Since the beginnings of civilization eyewitness reports have been presented as evidence in public proceedings. All lawyers know that the most unreliable evidence in every trial is an eyewitness report, but eyewitnesses continue to be the basis for many criminal and civil cases because jurors believe eyewitnesses. Jurors, lawyers and judges think, erroneously, that they can tell if a witness is lying. Moreover the eyewitness may be telling the truth as he experienced it, but what he thinks he saw, is not what happened.
We only see what we think is there and discard the other visual information. It's basic biology, the human brain can't possibly use all the information coming through the optic nerve. We would overload and basically go nuts. So the brain only "keeps" what it thinks is useful to your survival. All of this happens in milliseconds.
Too Many Bits?
Let's look at this as a computer throughput issue. This data is based on about 150 studies [1] of the Brain and its ability to process data from the senses:
- Your Brain is fed about 11 Million Bits Per Second of raw data to unconscious mind from all of your senses.
- Your conscious mind can not exceed 40 Bits Per Second of information! Most of the time, the conscious mind is dealing with 16 Bits Per Second.
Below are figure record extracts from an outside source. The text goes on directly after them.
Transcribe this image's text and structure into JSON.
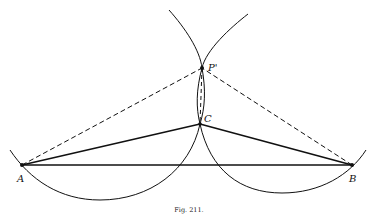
{
  "figure": {
    "caption": "Fig. 211.",
    "points": {
      "A": {
        "label": "A",
        "x": 22,
        "y": 165
      },
      "B": {
        "label": "B",
        "x": 352,
        "y": 165
      },
      "C": {
        "label": "C",
        "x": 200,
        "y": 124
      },
      "P": {
        "label": "P'",
        "x": 202,
        "y": 68
      }
    },
    "stroke_color": "#111111",
    "background": "#ffffff"
  }
}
FROM:Everyone or almost everyone looks for the replay in football so see if the right call was made. We are learning not to trust human eyes and to trust digital "eyes".
Does the mind record everything that comes through our five physical senses?
In a fast moving stressful event like a shooting you need several eyewitnesses to form an accurate reconstruction of the event.
Although a digital video or photo may reveal more information than a human can, you might still need 2 or more cameras viewing the event at different positions to get accurate information.
That bedrock of legal devices, the eyewitness. is rapidly being crushed by digital video and photography.
Digital video and photography technology is rapidly accelerating. Very soon UAVs (Unmanned Aerial Vehicles) or drones, all of them with some kind of video camera, will be a common sight. That's if you look up and happen to realize that tiny dot in the sky is a UAV.
The ubiquity of cameras might be the most significant development in law in the 21st Century. A close second might be the digital trail that is now a part of our lives.
Our legal system moves slowly and deliberately.
Present day law is an ancient paper and pen system in a digital world. If you need evidence of that just look at the cases of paper attorneys bring to trials and hearings. Somehow, our legal system needs to do some catching up.